GALICIA, SPAIN: ESCUREDO’S ART ENVIRONMENT

JOSÉ ESCUREDO VEGA’S MEMORIALS OF ART, CULTURE, AND DEVOTION

IN RURAL, NORTHWESTERN SPAIN, A SELF-TAUGHT ARTIST CELEBRATED A WAY OF LIFE THAT WAS FADING FAST

Based in northern California, where she taught art history and ran the campus gallery for many years at San José State University, while also serving as the executive director and curator of SPACES Archives, a nonprofit organization dedicated to documenting and advocating for artist-built environments on a global scale, Jo Farb Hernández has spent almost five decades researching environments created by visionary self-taught artists.

In particular, over the past 20-plus years, she has concentrated on such site-specific works across Spain’s varied terrain. Her book about this subject, Singular Spaces: From the Eccentric to the Extraordinary in Spanish Art Environments, was published in 2013; now she is working on a new volume that will examine 100 more unique, artist-made places in Spain. Exclusively for brutjournal, Hernández has invited us to dip into her notebooks, savor her revealing field work, and share her fascinating discoveries. This is the second of her reports based on her original, on-location research.



by Jo Farb Hernández

Galicia, the native region of the Spanish self-taught artist José Escuredo Vega (1917-2004), who was also known as “Pepe de Barrio,” is a land apart, with its own vernacular tongue — a Romance idiom sharing many similarities with Portuguese — that is recognized as one of Spain’s four official languages. This far-northwestern autonomous community of Spain also shares a long border with Portugal, engendering many transnational congruencies, although the length of this significant boundary is dwarfed by the extent of Galicia’s maritime perimeter, for the territory juts out into the Atlantic Ocean at Europe’s westernmost point.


YOUR TASK: When you reply, transcribe every line of the data below exactly.

THE RECORDS:
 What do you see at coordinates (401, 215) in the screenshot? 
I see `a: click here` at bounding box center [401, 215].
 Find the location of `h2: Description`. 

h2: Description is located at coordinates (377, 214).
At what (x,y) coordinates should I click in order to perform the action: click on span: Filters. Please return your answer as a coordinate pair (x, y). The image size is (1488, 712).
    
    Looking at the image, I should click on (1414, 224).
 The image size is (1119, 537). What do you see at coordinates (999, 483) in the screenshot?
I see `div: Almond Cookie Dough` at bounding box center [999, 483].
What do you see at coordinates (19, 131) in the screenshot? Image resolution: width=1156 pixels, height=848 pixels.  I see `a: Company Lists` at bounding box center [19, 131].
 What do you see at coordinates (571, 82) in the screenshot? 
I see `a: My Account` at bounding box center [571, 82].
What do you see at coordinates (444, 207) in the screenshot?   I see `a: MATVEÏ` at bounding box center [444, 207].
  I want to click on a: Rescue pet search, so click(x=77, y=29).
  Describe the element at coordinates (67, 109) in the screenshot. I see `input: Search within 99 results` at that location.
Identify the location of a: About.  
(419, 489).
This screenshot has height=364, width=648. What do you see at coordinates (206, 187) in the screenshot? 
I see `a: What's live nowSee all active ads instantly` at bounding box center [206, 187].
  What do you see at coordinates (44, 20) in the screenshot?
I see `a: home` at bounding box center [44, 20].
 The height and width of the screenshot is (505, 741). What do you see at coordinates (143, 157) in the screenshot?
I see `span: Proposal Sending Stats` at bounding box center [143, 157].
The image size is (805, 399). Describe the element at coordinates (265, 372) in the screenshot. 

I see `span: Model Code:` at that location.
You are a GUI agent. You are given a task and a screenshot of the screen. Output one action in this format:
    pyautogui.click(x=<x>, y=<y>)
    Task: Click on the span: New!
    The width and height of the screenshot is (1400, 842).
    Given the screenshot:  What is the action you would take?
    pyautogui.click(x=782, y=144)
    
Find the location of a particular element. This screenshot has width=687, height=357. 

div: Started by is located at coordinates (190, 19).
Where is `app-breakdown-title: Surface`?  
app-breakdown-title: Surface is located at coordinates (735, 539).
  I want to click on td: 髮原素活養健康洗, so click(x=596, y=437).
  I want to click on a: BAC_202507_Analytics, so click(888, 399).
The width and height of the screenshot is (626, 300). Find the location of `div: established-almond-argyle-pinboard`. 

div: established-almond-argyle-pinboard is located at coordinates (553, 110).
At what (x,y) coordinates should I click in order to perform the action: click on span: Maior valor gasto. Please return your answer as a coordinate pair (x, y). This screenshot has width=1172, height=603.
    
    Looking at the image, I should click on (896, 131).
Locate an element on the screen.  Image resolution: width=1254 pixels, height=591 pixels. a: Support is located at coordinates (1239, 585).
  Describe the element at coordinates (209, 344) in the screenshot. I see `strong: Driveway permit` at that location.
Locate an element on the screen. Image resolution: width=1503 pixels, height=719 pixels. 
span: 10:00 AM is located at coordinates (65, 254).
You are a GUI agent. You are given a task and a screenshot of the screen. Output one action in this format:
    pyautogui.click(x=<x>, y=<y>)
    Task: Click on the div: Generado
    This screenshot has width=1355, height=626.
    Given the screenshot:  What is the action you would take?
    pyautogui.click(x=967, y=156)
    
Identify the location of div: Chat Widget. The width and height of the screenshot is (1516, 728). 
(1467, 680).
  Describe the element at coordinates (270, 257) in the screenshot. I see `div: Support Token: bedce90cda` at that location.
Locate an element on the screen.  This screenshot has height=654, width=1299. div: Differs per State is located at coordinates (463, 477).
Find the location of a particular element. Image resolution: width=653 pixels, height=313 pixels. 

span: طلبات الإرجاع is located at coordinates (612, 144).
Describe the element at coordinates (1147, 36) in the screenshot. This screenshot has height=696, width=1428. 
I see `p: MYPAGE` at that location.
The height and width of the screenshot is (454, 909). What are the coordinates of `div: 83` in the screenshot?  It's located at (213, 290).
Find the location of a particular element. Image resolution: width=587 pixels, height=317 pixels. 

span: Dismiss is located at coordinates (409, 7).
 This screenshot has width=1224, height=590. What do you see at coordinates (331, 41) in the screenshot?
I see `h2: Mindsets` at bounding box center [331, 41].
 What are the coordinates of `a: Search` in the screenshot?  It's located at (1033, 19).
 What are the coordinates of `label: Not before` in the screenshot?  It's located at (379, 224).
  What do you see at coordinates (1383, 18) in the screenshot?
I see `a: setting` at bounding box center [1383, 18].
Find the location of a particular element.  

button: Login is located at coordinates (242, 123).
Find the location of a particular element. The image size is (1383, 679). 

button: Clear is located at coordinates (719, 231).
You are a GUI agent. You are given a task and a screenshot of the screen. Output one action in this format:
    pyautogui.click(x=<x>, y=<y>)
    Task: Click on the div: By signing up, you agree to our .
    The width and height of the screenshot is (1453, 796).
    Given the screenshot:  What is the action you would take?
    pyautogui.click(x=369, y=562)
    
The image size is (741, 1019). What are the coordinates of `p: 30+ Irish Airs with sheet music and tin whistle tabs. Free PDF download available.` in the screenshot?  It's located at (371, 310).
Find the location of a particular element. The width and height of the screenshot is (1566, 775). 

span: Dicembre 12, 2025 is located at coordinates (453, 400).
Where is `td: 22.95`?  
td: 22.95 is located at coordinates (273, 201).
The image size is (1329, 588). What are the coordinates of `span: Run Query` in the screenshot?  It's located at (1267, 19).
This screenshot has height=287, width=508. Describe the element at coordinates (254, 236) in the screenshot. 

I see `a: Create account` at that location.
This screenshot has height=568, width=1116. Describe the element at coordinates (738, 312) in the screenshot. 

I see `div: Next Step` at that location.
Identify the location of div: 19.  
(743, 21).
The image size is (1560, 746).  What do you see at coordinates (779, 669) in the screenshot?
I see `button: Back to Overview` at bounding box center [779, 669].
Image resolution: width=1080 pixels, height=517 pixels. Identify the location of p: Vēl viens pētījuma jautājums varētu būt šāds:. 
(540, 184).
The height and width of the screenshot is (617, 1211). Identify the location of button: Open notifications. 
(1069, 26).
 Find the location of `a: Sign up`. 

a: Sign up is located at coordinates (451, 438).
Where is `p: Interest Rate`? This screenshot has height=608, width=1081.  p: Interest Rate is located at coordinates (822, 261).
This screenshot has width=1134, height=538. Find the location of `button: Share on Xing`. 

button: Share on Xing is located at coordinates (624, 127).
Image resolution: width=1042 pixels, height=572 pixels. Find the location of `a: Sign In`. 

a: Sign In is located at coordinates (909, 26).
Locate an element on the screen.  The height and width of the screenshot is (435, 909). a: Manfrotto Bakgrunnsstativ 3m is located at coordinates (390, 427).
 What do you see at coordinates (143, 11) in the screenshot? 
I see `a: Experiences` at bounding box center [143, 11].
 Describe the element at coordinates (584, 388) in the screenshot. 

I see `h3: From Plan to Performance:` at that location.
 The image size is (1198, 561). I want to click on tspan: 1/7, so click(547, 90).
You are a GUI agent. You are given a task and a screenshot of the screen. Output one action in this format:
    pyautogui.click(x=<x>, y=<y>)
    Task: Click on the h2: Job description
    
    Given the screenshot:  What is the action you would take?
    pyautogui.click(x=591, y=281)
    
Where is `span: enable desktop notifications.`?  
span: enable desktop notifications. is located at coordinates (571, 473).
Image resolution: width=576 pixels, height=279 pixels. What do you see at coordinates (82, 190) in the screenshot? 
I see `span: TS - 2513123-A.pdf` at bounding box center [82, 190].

RESPONSE TO THE EXERCISE:
 What do you see at coordinates (401, 215) in the screenshot? 
I see `a: click here` at bounding box center [401, 215].
 Find the location of `h2: Description`. 

h2: Description is located at coordinates (377, 214).
At what (x,y) coordinates should I click in order to perform the action: click on span: Filters. Please return your answer as a coordinate pair (x, y). The image size is (1488, 712).
    
    Looking at the image, I should click on (1414, 224).
 The image size is (1119, 537). What do you see at coordinates (999, 483) in the screenshot?
I see `div: Almond Cookie Dough` at bounding box center [999, 483].
What do you see at coordinates (19, 131) in the screenshot? Image resolution: width=1156 pixels, height=848 pixels.  I see `a: Company Lists` at bounding box center [19, 131].
 What do you see at coordinates (571, 82) in the screenshot? 
I see `a: My Account` at bounding box center [571, 82].
What do you see at coordinates (444, 207) in the screenshot?   I see `a: MATVEÏ` at bounding box center [444, 207].
  I want to click on a: Rescue pet search, so click(x=77, y=29).
  Describe the element at coordinates (67, 109) in the screenshot. I see `input: Search within 99 results` at that location.
Identify the location of a: About.  
(419, 489).
This screenshot has height=364, width=648. What do you see at coordinates (206, 187) in the screenshot? 
I see `a: What's live nowSee all active ads instantly` at bounding box center [206, 187].
  What do you see at coordinates (44, 20) in the screenshot?
I see `a: home` at bounding box center [44, 20].
 The height and width of the screenshot is (505, 741). What do you see at coordinates (143, 157) in the screenshot?
I see `span: Proposal Sending Stats` at bounding box center [143, 157].
The image size is (805, 399). Describe the element at coordinates (265, 372) in the screenshot. 

I see `span: Model Code:` at that location.
You are a GUI agent. You are given a task and a screenshot of the screen. Output one action in this format:
    pyautogui.click(x=<x>, y=<y>)
    Task: Click on the span: New!
    The width and height of the screenshot is (1400, 842).
    Given the screenshot:  What is the action you would take?
    pyautogui.click(x=782, y=144)
    
Find the location of a particular element. This screenshot has width=687, height=357. 

div: Started by is located at coordinates (190, 19).
Where is `app-breakdown-title: Surface`?  
app-breakdown-title: Surface is located at coordinates (735, 539).
  I want to click on td: 髮原素活養健康洗, so click(x=596, y=437).
  I want to click on a: BAC_202507_Analytics, so click(888, 399).
The width and height of the screenshot is (626, 300). Find the location of `div: established-almond-argyle-pinboard`. 

div: established-almond-argyle-pinboard is located at coordinates (553, 110).
At what (x,y) coordinates should I click in order to perform the action: click on span: Maior valor gasto. Please return your answer as a coordinate pair (x, y). This screenshot has width=1172, height=603.
    
    Looking at the image, I should click on (896, 131).
Locate an element on the screen.  Image resolution: width=1254 pixels, height=591 pixels. a: Support is located at coordinates (1239, 585).
  Describe the element at coordinates (209, 344) in the screenshot. I see `strong: Driveway permit` at that location.
Locate an element on the screen. Image resolution: width=1503 pixels, height=719 pixels. 
span: 10:00 AM is located at coordinates (65, 254).
You are a GUI agent. You are given a task and a screenshot of the screen. Output one action in this format:
    pyautogui.click(x=<x>, y=<y>)
    Task: Click on the div: Generado
    This screenshot has width=1355, height=626.
    Given the screenshot:  What is the action you would take?
    pyautogui.click(x=967, y=156)
    
Identify the location of div: Chat Widget. The width and height of the screenshot is (1516, 728). 
(1467, 680).
  Describe the element at coordinates (270, 257) in the screenshot. I see `div: Support Token: bedce90cda` at that location.
Locate an element on the screen.  This screenshot has height=654, width=1299. div: Differs per State is located at coordinates (463, 477).
Find the location of a particular element. Image resolution: width=653 pixels, height=313 pixels. 

span: طلبات الإرجاع is located at coordinates (612, 144).
Describe the element at coordinates (1147, 36) in the screenshot. This screenshot has height=696, width=1428. 
I see `p: MYPAGE` at that location.
The height and width of the screenshot is (454, 909). What are the coordinates of `div: 83` in the screenshot?  It's located at (213, 290).
Find the location of a particular element. Image resolution: width=587 pixels, height=317 pixels. 

span: Dismiss is located at coordinates (409, 7).
 This screenshot has width=1224, height=590. What do you see at coordinates (331, 41) in the screenshot?
I see `h2: Mindsets` at bounding box center [331, 41].
 What are the coordinates of `a: Search` in the screenshot?  It's located at (1033, 19).
 What are the coordinates of `label: Not before` in the screenshot?  It's located at (379, 224).
  What do you see at coordinates (1383, 18) in the screenshot?
I see `a: setting` at bounding box center [1383, 18].
Find the location of a particular element.  

button: Login is located at coordinates (242, 123).
Find the location of a particular element. The image size is (1383, 679). 

button: Clear is located at coordinates (719, 231).
You are a GUI agent. You are given a task and a screenshot of the screen. Output one action in this format:
    pyautogui.click(x=<x>, y=<y>)
    Task: Click on the div: By signing up, you agree to our .
    The width and height of the screenshot is (1453, 796).
    Given the screenshot:  What is the action you would take?
    pyautogui.click(x=369, y=562)
    
The image size is (741, 1019). What are the coordinates of `p: 30+ Irish Airs with sheet music and tin whistle tabs. Free PDF download available.` in the screenshot?  It's located at (371, 310).
Find the location of a particular element. The width and height of the screenshot is (1566, 775). 

span: Dicembre 12, 2025 is located at coordinates (453, 400).
Where is `td: 22.95`?  
td: 22.95 is located at coordinates (273, 201).
The image size is (1329, 588). What are the coordinates of `span: Run Query` in the screenshot?  It's located at (1267, 19).
This screenshot has height=287, width=508. Describe the element at coordinates (254, 236) in the screenshot. 

I see `a: Create account` at that location.
This screenshot has height=568, width=1116. Describe the element at coordinates (738, 312) in the screenshot. 

I see `div: Next Step` at that location.
Identify the location of div: 19.  
(743, 21).
The image size is (1560, 746).  What do you see at coordinates (779, 669) in the screenshot?
I see `button: Back to Overview` at bounding box center [779, 669].
Image resolution: width=1080 pixels, height=517 pixels. Identify the location of p: Vēl viens pētījuma jautājums varētu būt šāds:. 
(540, 184).
The height and width of the screenshot is (617, 1211). Identify the location of button: Open notifications. 
(1069, 26).
 Find the location of `a: Sign up`. 

a: Sign up is located at coordinates (451, 438).
Where is `p: Interest Rate`? This screenshot has height=608, width=1081.  p: Interest Rate is located at coordinates (822, 261).
This screenshot has width=1134, height=538. Find the location of `button: Share on Xing`. 

button: Share on Xing is located at coordinates (624, 127).
Image resolution: width=1042 pixels, height=572 pixels. Find the location of `a: Sign In`. 

a: Sign In is located at coordinates (909, 26).
Locate an element on the screen.  The height and width of the screenshot is (435, 909). a: Manfrotto Bakgrunnsstativ 3m is located at coordinates (390, 427).
 What do you see at coordinates (143, 11) in the screenshot? 
I see `a: Experiences` at bounding box center [143, 11].
 Describe the element at coordinates (584, 388) in the screenshot. 

I see `h3: From Plan to Performance:` at that location.
 The image size is (1198, 561). I want to click on tspan: 1/7, so click(547, 90).
You are a GUI agent. You are given a task and a screenshot of the screen. Output one action in this format:
    pyautogui.click(x=<x>, y=<y>)
    Task: Click on the h2: Job description
    
    Given the screenshot:  What is the action you would take?
    pyautogui.click(x=591, y=281)
    
Where is `span: enable desktop notifications.`?  
span: enable desktop notifications. is located at coordinates (571, 473).
Image resolution: width=576 pixels, height=279 pixels. What do you see at coordinates (82, 190) in the screenshot? 
I see `span: TS - 2513123-A.pdf` at bounding box center [82, 190].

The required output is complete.